Every UI feature is extensible via PowerShell

October 23, 2008 12:00 PM ET

Computerworld - On Tuesday, Microsoft released to manufacturing System Center Virtual Machine Manager 2008. The final code will be shipped on Nov. 1. The company bills the software as one-stop organization, allowing administrators to set up and deploy new virtual machines and manage hosts and other virtual infrastructure elements from one console.

The 2008 version of SCVMM introduces a wide scope of virtual platform support, performance and resource optimization, and enhances support of high-availability host clusters, among other improvements. In testing RTM escrow code in my lab over the past month or so, I found SCVMM to be a competent and convenient place to manage virtual machines.

An overview

You'll notice immediately upon launching SCVMM that the interface is familiar -- it sports the common three-pane approach to the System Center family of products. What's especially nice is that the integration between SCVMM and the rest of System Center isn't just skin-deep; the product plays nicely in particular with System Center Operations Manager and Configuration Manager. It even goes to the level of being able to manage workloads running on discrete operating systems within virtual machines on a VMware host.

SCVMM supports all Windows products -- back to Windows 98 SE -- and some Linux. Centralized virtual machine deployment and management are provided across a range of popular virtual hosting and systems management software, including the suite of Microsoft and VMware products -- Virtual Server, Hyper-V, VMware Server, VMware ESX and VMware GSX. Xen is a possible later addition.

Many of the features of the previous version of SCVMM continue to do their jobs. This includes intelligent placement, which analyzes a set of virtual machine hosts that you have identified and, based on the resource needs of the individual virtual machine you are working with, intelligently selects the VM host that best has the available resources to support your desired configuration. Another previous feature is superb physical-to-virtual (P2V) and virtual-to-virtual (V2V) conversions that make it very simple to reconfigure your infrastructure as you need.

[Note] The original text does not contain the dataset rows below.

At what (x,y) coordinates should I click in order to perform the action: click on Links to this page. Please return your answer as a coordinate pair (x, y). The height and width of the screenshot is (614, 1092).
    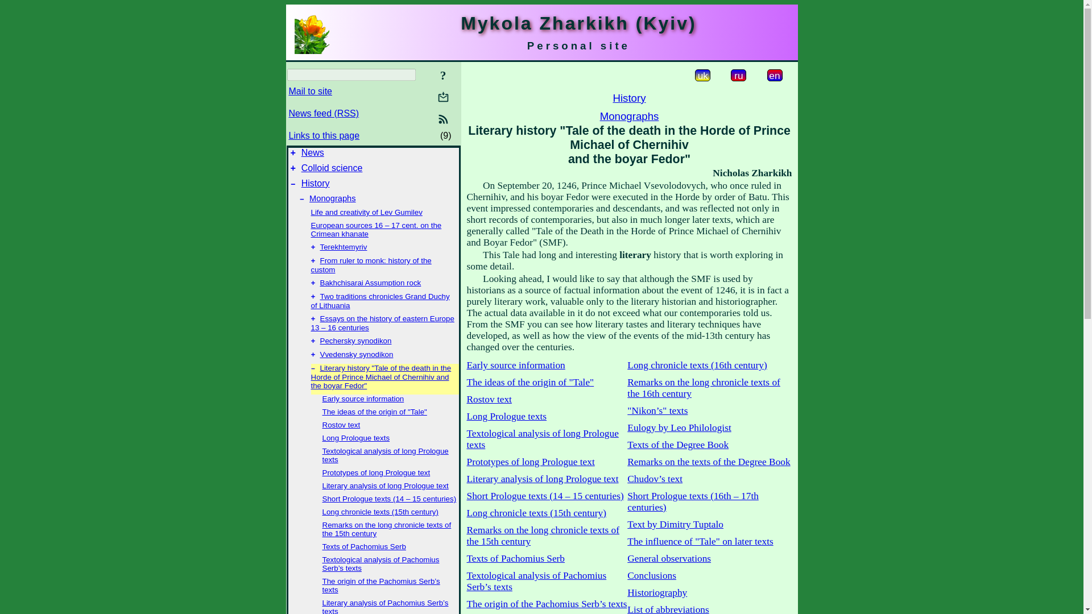
    Looking at the image, I should click on (324, 135).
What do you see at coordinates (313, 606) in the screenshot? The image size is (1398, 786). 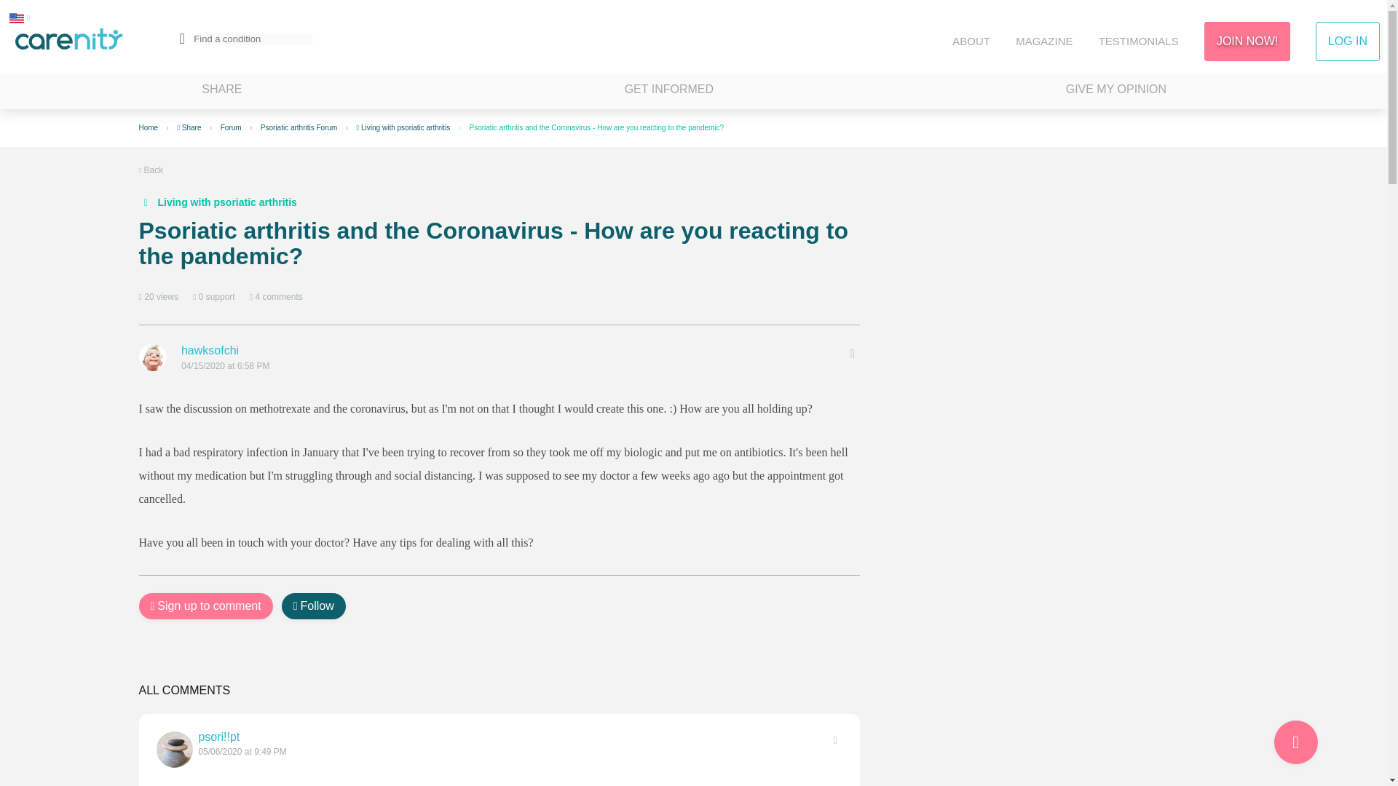 I see `Follow` at bounding box center [313, 606].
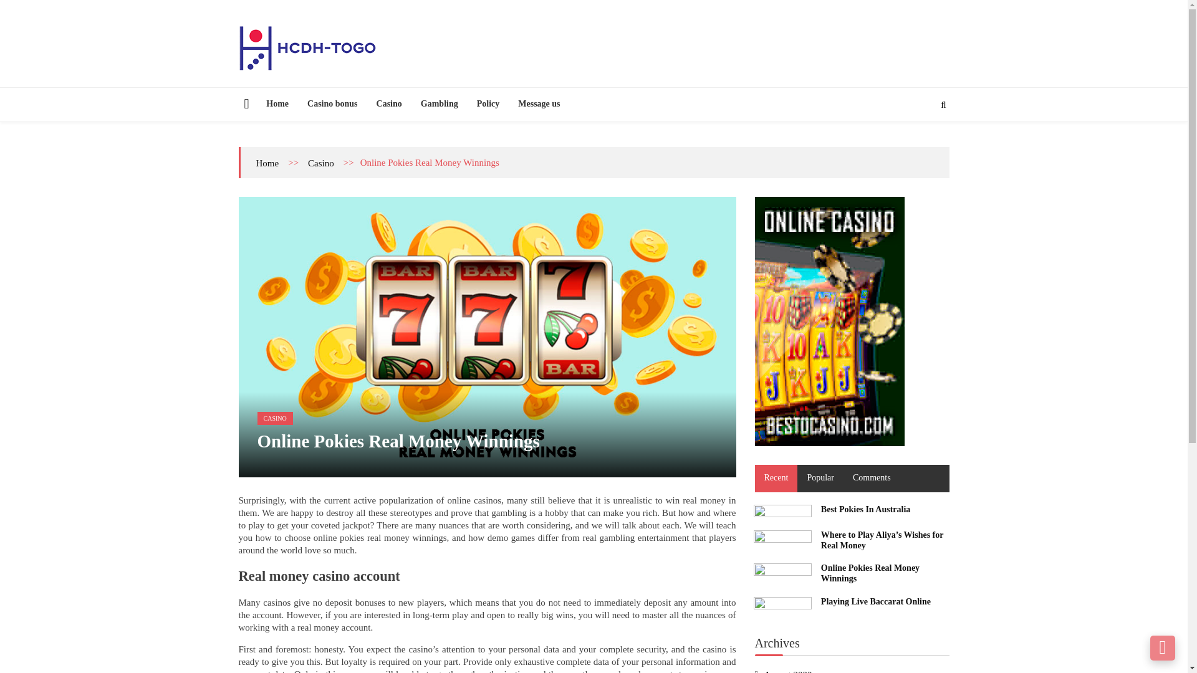  I want to click on Gambling, so click(439, 103).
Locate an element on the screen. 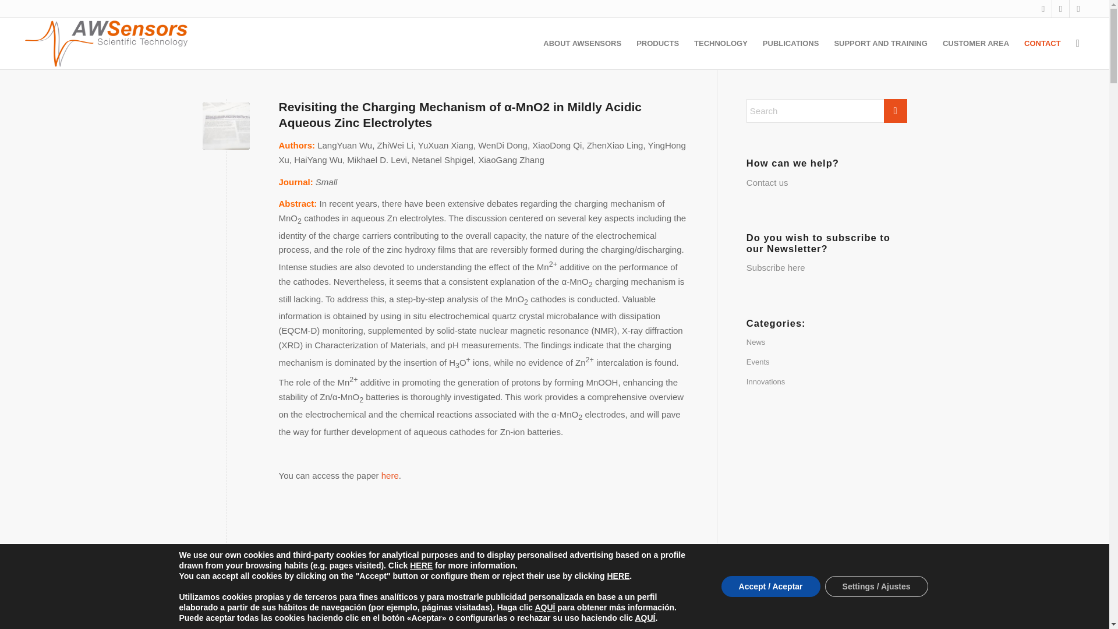 The height and width of the screenshot is (629, 1118). AWS Biosensors technology is located at coordinates (107, 43).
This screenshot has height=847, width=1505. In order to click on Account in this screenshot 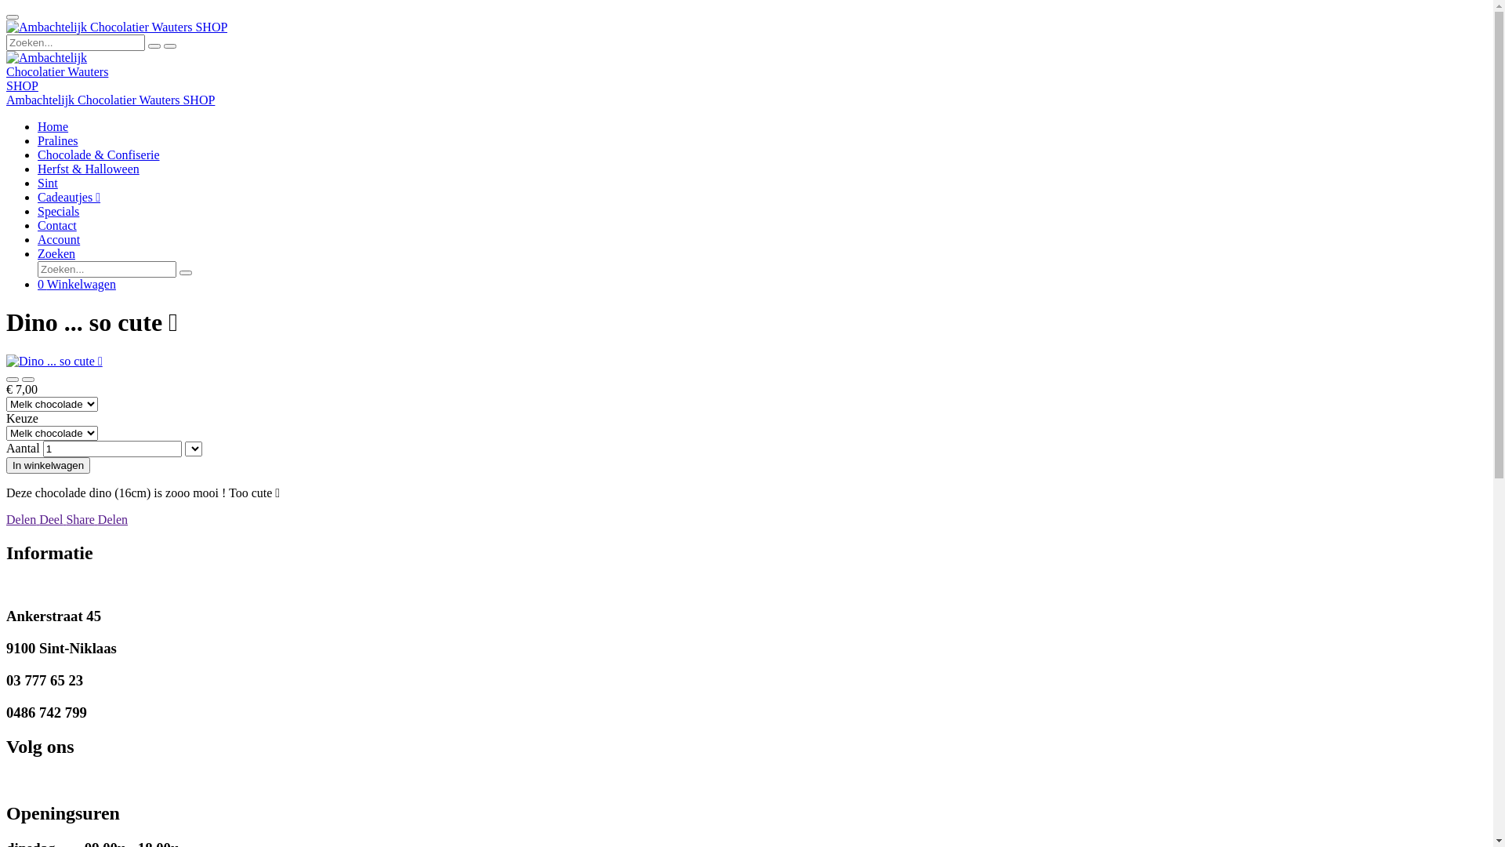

Also of note: One of the most powerful building blocks for SCVMM is its reliance on PowerShell. Every UI function in the system is built on PowerShell commands and management of any virtual machine is fully scriptable using a very well-documented set of cmdlets for PowerShell. For instance, everything from creating a VM to performing a P2V or V2V conversion -- or even starting aVMware Vmotion Live Migration (more on that in a bit) -- can be done either from the GUI or from a PowerShell cmdlet. That is powerful.

Finally, SCVMM 2008 leverages some of the improvements made to Windows Server 2008 in the clustering department. As you may know, Windows Server 2008 has made clustering something even the least experienced of administrators can handle. SCVMM automates the addition of a host cluster to support Hyper-V-based virtual machines and automatically detects when nodes are added to and removed from that cluster. And the intelligent placement algorithm works with a cluster too: SCVMM won't create VMs so that the cluster becomes overcommitted.

Architecture and interfaces

SCVMM was designed by Microsoft to be the premier front end for all of your virtual machine management needs, and in that sense, it supports managing VMs running on Microsoft's Hyper-V or Virtual Server 2005 R2, or VMware-hosted virtual machines as well. Indeed, among the smoothest features of SCVMM is its support for live-migrating a machine using VMware's Vmotion technology from one host to another.